Connelly Henry was an American statesman and merchant. He served as a governor of New Mexico in the 1850s and 1860s.
Background
Connelly Henry was born in 1800 in Spencer County, Kentucky, United States, the son of John Donaldson and Frances (Brent) Connelly. He was a descendant of Thomas Connelly of County Armagh, Ireland, who settled near Charleston, South Carolina, in 1689.
Education
Connelly was trained in a school kept by a locally noted teacher, James Dozier, and later attended Transylvania University, from which he graduated as a doctor of medicine in 1828.
Career
In 1828 Connelly began practise in Liberty, Missouri, then one of the outermost towns of the frontier, but in a few months closed his office and left with a trading party for Santa Fe and Chihuahua. In the latter city he became a clerk in the store of a Mr. Powell, whom subsequently he bought out. He seems to have been naturalized as a Mexican citizen about 1832. He is said to have made many trips between Chihuahua and Independence, Missouri, at first with pack mules and later with his own wagon trains, and to have been the first merchant to take a wagon train (April 1839 - August 1840) from Chihuahua to Fort Towson and back.
He was in Santa Fe August 12, 1846, when Captain Philip St. George Cooke entered the city in advance of Kearny’s army, and he was chosen by Governor Armijo as his emissary to return with Cooke and negotiate with the general. After the flight of Armijo and the establishment of American rule he proceeded south. Arrested by the Mexican authorities as the bearer of a letter from Kearny to James Magoffin, he was taken to Chihuahua, but was soon released. He then moved to Peralta, in the present Valencia County, New Mexico, resuming his American citizenship.
In the period following the conquest he induced the Mexican inhabitants, in spite of the ugly mood evidenced by the Taos uprising in 1847, to accept and cooperate with the American rule. In the movement to establish a state government he was elected governor, June 20, 1850, but as Congress ignored the action and made New Mexico a territory, he did not serve. During the following ten years he and Edward J. Glasgow, his partner since 1843, established the mercantile business in New Mexico. In 1861 he was appointed governor of the territory, and at the outbreak of the Civil War his influence was decisive in moulding public opinion against the maneuvers of the Confederates.
During the panic caused by the Confederate invasion, under General H. H. Sibley, and the Union disaster at Valverde, February 21, 1862, he acted with coolness and determination, and his indefatigable efforts in support of the army of defense contributed greatly to the rout of the invaders. At the close of his four-year term, President Lincoln reappointed him. For some time his health had been failing, and in 1863 he had visited the east for medical treatment. Believing himself cured, he resumed his duties, but before long his illness returned. He died in office, at Santa Fe, from an overdose of an opiate.
Achievements
Henry Connelly became prominent for building up the largest trading business in New Mexico. He was also instrumental in negotiations between local leaders and the U. S. government in laying the background for the annexation of the New Mexico territory into the United States.
Personality
H. H. Bancroft regards him as “a man of good intentions, of somewhat visionary and poetic temperament, of moderate abilities and not much force. ” W. E. Connelly, on the other hand, praises him warmly, and his general estimate is supported by R. E. Twitchell. As a pioneer trader Connelly was, according to the former, “to this commercial new world what Kit Carson, Fremont and others were in their spheres of action. ” He was, moreover, “a gentleman of refinement and intelligence, honorable and upright in all the relations of life. ”
Connections
Connelly was married in Chihuahua about 1836 to a Mexican woman, by whom he had three sons. She died, probably in 1843. Later he married Dolores Perea Chavez, a widow, by whom three children were bom to him.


■ How to complete this task ■
Every line below that holds the string "figure" should be copied out.

(Dataset content begins)

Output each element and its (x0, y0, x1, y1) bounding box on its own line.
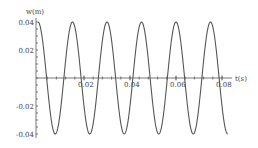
x-axis-label: t(s) (235, 75, 247, 83)
x-tick-label: 0.08 (216, 81, 232, 89)
y-tick-labels: 0.040.02-0.02-0.04 (16, 19, 34, 139)
x-tick-label: 0.02 (78, 81, 94, 89)
y-tick-label: -0.04 (16, 131, 34, 139)
axes (36, 18, 232, 138)
y-tick-label: 0.02 (18, 47, 34, 55)
x-tick-label: 0.06 (170, 81, 186, 89)
y-tick-label: -0.02 (16, 103, 34, 111)
displacement-chart: w(m) t(s) 0.020.040.060.08 0.040.02-0.02… (0, 0, 258, 148)
y-tick-label: 0.04 (18, 19, 34, 27)
y-axis-label: w(m) (26, 8, 44, 16)
x-tick-labels: 0.020.040.060.08 (78, 81, 232, 89)
x-tick-label: 0.04 (124, 81, 140, 89)
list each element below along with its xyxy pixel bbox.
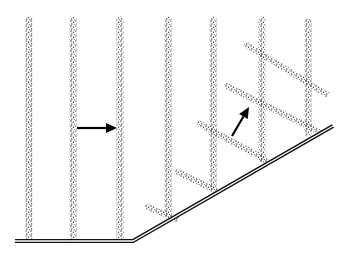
horizontal-arrow xyxy=(77,123,117,133)
diagonal-stripes-group xyxy=(148,45,326,219)
slope-stripe-diagram xyxy=(0,0,345,256)
ground-outer-line xyxy=(15,126,333,241)
vertical-stripes-group xyxy=(29,20,308,240)
diagonal-stripe-4 xyxy=(178,172,215,190)
diagonal-stripe-2 xyxy=(227,86,318,131)
ground-inner-line xyxy=(15,126,333,241)
diagonal-arrow xyxy=(232,107,249,136)
arrows-group xyxy=(77,107,249,136)
arrowhead-icon xyxy=(106,123,117,133)
arrow-shaft xyxy=(232,116,243,136)
ground-line xyxy=(15,126,333,241)
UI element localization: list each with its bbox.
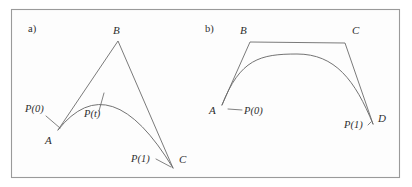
panel-a-point-B-label: B <box>113 24 120 36</box>
panel-b-point-D-label: D <box>377 112 386 124</box>
figure-container: a) A B C P(0) P(t) P(1) b) A B C D P(0) … <box>0 0 412 187</box>
panel-a-point-C-label: C <box>179 153 187 165</box>
panel-a-annotation-p1: P(1) <box>130 153 150 165</box>
panel-b-point-A-label: A <box>208 104 216 116</box>
panel-b-annotation-p1: P(1) <box>343 119 363 131</box>
figure-frame <box>12 10 400 178</box>
panel-a-annotation-pt: P(t) <box>83 108 101 120</box>
panel-b-annotation-p0: P(0) <box>243 105 263 117</box>
panel-a-point-A-label: A <box>44 134 52 146</box>
panel-b-label: b) <box>205 23 214 35</box>
figure-svg: a) A B C P(0) P(t) P(1) b) A B C D P(0) … <box>0 0 412 187</box>
panel-a-label: a) <box>28 23 37 35</box>
panel-b-point-B-label: B <box>240 24 247 36</box>
panel-b-point-C-label: C <box>352 24 360 36</box>
panel-a-annotation-p0: P(0) <box>24 103 44 115</box>
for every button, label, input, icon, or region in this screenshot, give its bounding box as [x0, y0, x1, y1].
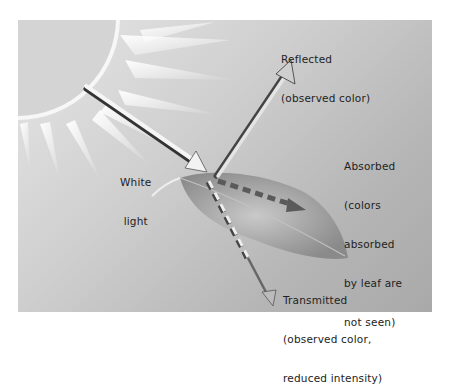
transmitted-label-line-1: Transmitted	[283, 294, 382, 307]
absorbed-label-line-2: (colors	[344, 199, 402, 212]
white-light-label-line-1: White	[120, 176, 152, 189]
absorbed-label-line-1: Absorbed	[344, 160, 402, 173]
white-light-label: White light	[120, 150, 152, 241]
absorbed-label-line-3: absorbed	[344, 238, 402, 251]
leaf-icon	[152, 173, 348, 259]
reflected-label-line-1: Reflected	[281, 53, 370, 66]
reflected-label: Reflected (observed color)	[281, 27, 370, 118]
transmitted-label: Transmitted (observed color, reduced int…	[283, 268, 382, 388]
reflected-label-line-2: (observed color)	[281, 92, 370, 105]
transmitted-label-line-3: reduced intensity)	[283, 372, 382, 385]
white-light-label-line-2: light	[120, 215, 152, 228]
transmitted-label-line-2: (observed color,	[283, 333, 382, 346]
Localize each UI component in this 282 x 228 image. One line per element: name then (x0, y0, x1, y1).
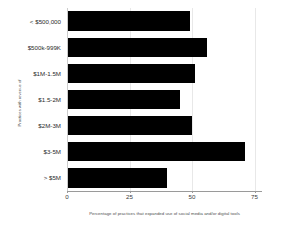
x-axis-tick-labels: 0255075 (67, 193, 262, 203)
y-axis-tick-label: $1.5-2M (26, 86, 64, 112)
y-axis-tick-label: < $500,000 (26, 8, 64, 34)
y-axis-title-text: Practices with revenue of (18, 80, 22, 127)
y-axis-tick-label: $2M-3M (26, 113, 64, 139)
y-axis-tick-label: $3-5M (26, 139, 64, 165)
bar (68, 90, 180, 109)
y-axis-title: Practices with revenue of (14, 38, 26, 168)
x-axis-tick-label: 50 (189, 193, 196, 200)
bar-row (68, 34, 262, 60)
bar-row (68, 139, 262, 165)
bar-row (68, 60, 262, 86)
x-axis-title: Percentage of practices that expanded us… (67, 211, 262, 216)
x-axis-line (67, 191, 262, 192)
y-axis-tick-label: > $5M (26, 165, 64, 191)
plot-area (67, 8, 262, 191)
y-axis-tick-label: $500k-999K (26, 34, 64, 60)
bar (68, 38, 207, 57)
y-axis-tick-labels: < $500,000 $500k-999K $1M-1.5M $1.5-2M $… (26, 8, 64, 191)
bar (68, 64, 195, 83)
bar-row (68, 86, 262, 112)
bar-row (68, 113, 262, 139)
bar-row (68, 8, 262, 34)
bar (68, 116, 192, 135)
bar-row (68, 165, 262, 191)
bar (68, 168, 167, 187)
x-axis-tick-label: 75 (251, 193, 258, 200)
bar (68, 142, 245, 161)
bar (68, 11, 190, 30)
y-axis-tick-label: $1M-1.5M (26, 60, 64, 86)
bar-series (68, 8, 262, 191)
x-axis-tick-label: 0 (65, 193, 68, 200)
bar-chart: Practices with revenue of < $500,000 $50… (0, 0, 282, 228)
x-axis-tick-label: 25 (126, 193, 133, 200)
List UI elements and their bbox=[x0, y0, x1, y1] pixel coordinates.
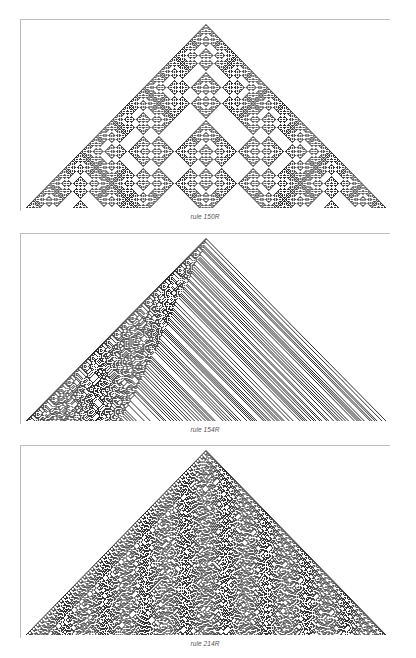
caption-rule-150: rule 150R bbox=[20, 213, 390, 220]
ca-panel-rule-154 bbox=[20, 233, 390, 424]
ca-panel-rule-214 bbox=[20, 445, 390, 638]
caption-rule-154: rule 154R bbox=[20, 426, 390, 433]
ca-pattern-rule-214 bbox=[21, 446, 391, 639]
ca-pattern-rule-150 bbox=[21, 20, 391, 212]
caption-rule-214: rule 214R bbox=[20, 640, 390, 647]
ca-pattern-rule-154 bbox=[21, 234, 391, 425]
ca-panel-rule-150 bbox=[20, 19, 390, 211]
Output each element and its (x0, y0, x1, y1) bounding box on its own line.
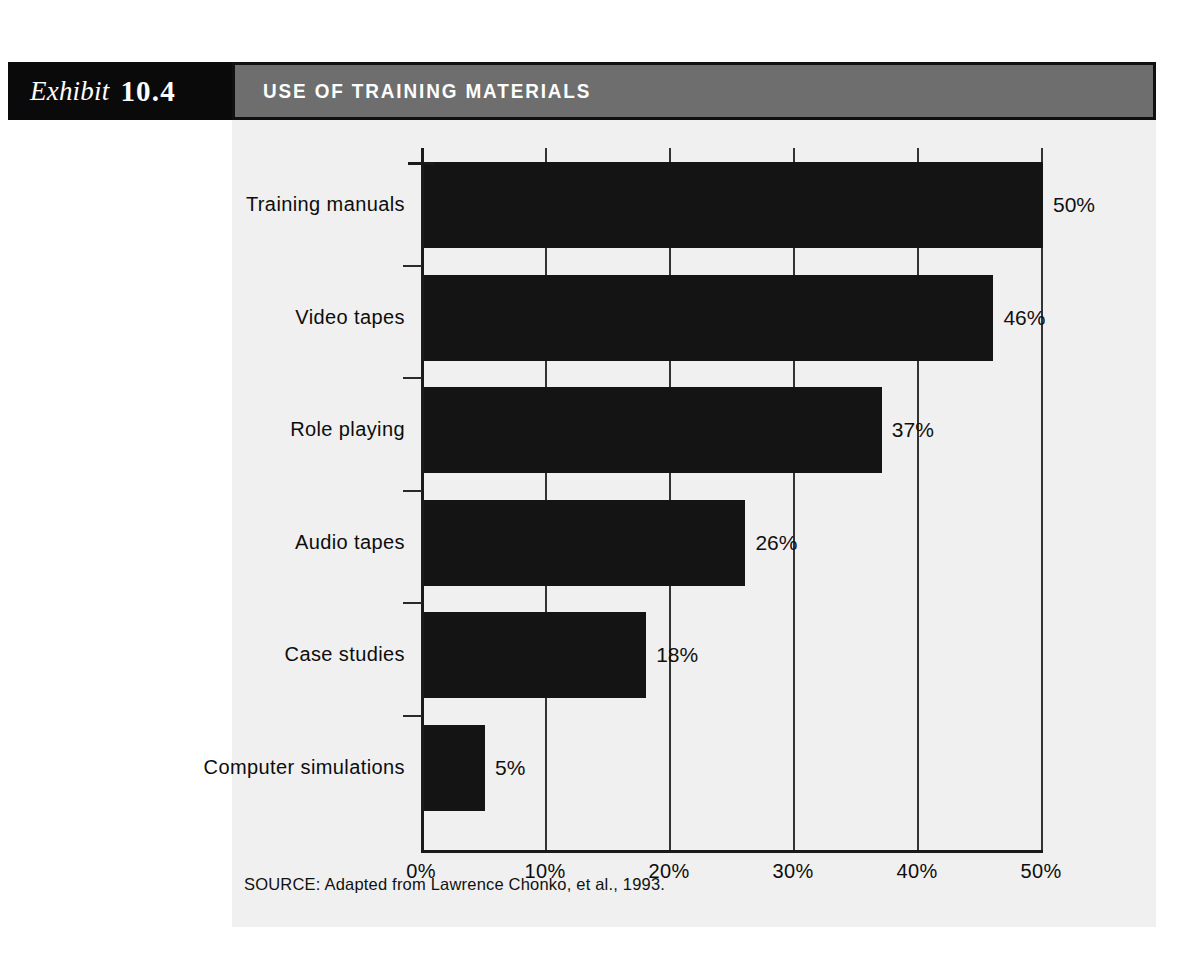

(Dataset content ends)

■ Task solution ■
figure-container: a) A B C P(0) P(t) P(1) b) A B C D P(0) … <box>0 0 412 187</box>
figure-frame <box>12 10 400 178</box>
figure-svg: a) A B C P(0) P(t) P(1) b) A B C D P(0) … <box>0 0 412 187</box>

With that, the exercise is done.